RECORDS FOR THE TASK:
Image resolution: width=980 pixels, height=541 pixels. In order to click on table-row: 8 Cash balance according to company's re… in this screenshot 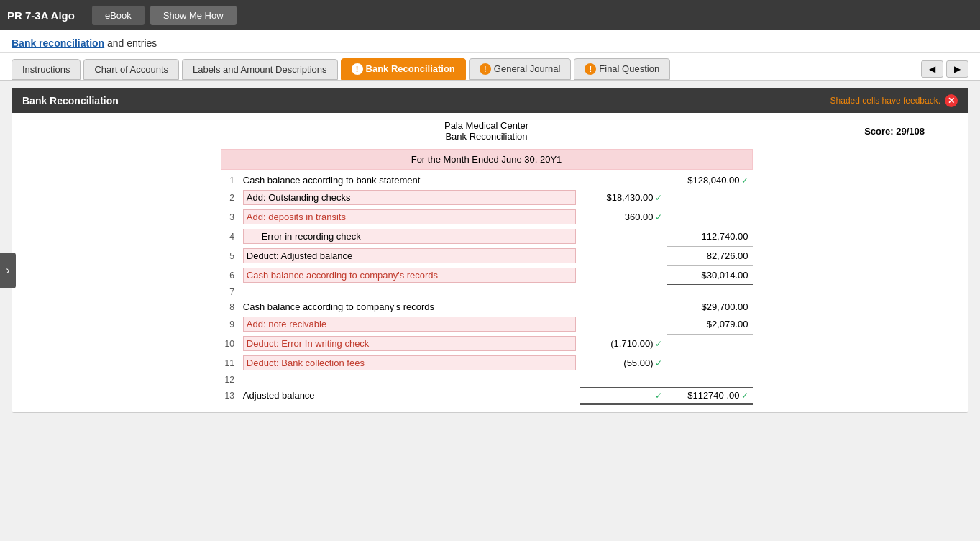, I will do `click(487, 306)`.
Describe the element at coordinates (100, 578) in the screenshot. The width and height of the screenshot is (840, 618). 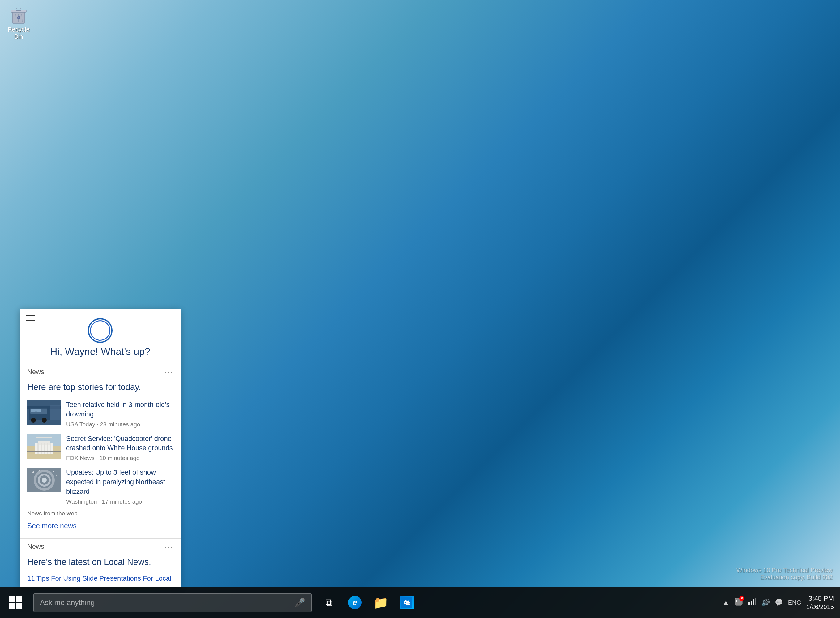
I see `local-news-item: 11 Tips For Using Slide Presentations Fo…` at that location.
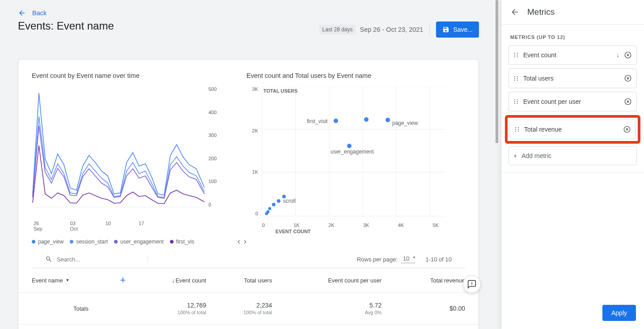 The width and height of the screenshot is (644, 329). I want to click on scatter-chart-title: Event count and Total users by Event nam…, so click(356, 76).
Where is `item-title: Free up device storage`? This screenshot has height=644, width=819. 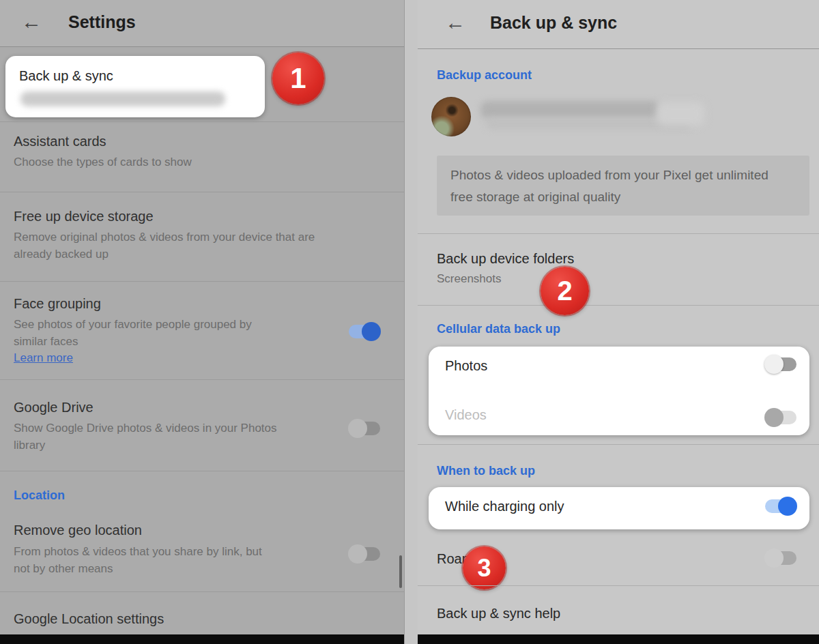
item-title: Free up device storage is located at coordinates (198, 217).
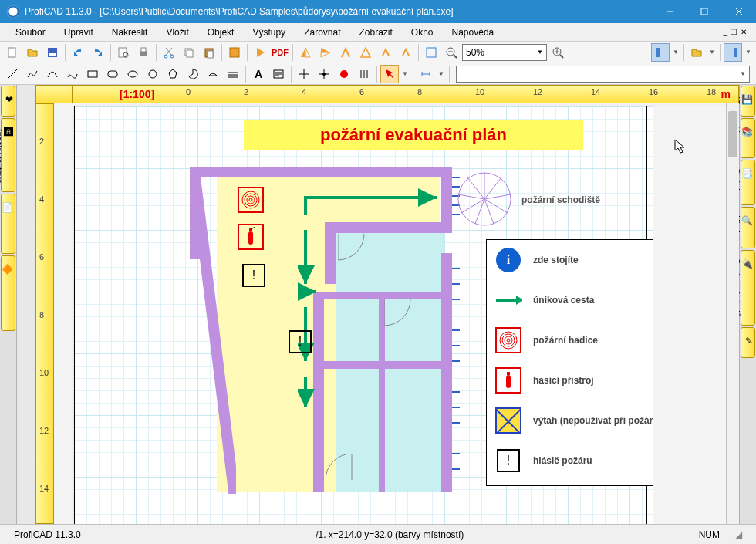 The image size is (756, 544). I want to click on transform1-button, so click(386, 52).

EXERCISE PROMPT: Only the lines from the line with "Describe the element" to the bottom of the material above should be reproduced, exactly and without pictures.

ANSWER TO THE PROBLEM:
Describe the element at coordinates (100, 578) in the screenshot. The width and height of the screenshot is (840, 618). 
I see `local-news-item: 11 Tips For Using Slide Presentations Fo…` at that location.
 The width and height of the screenshot is (644, 329). I want to click on scatter-chart-title: Event count and Total users by Event nam…, so click(356, 76).
Where is `item-title: Free up device storage`? This screenshot has height=644, width=819. 
item-title: Free up device storage is located at coordinates (198, 217).
 The image size is (756, 544). I want to click on transform1-button, so click(386, 52).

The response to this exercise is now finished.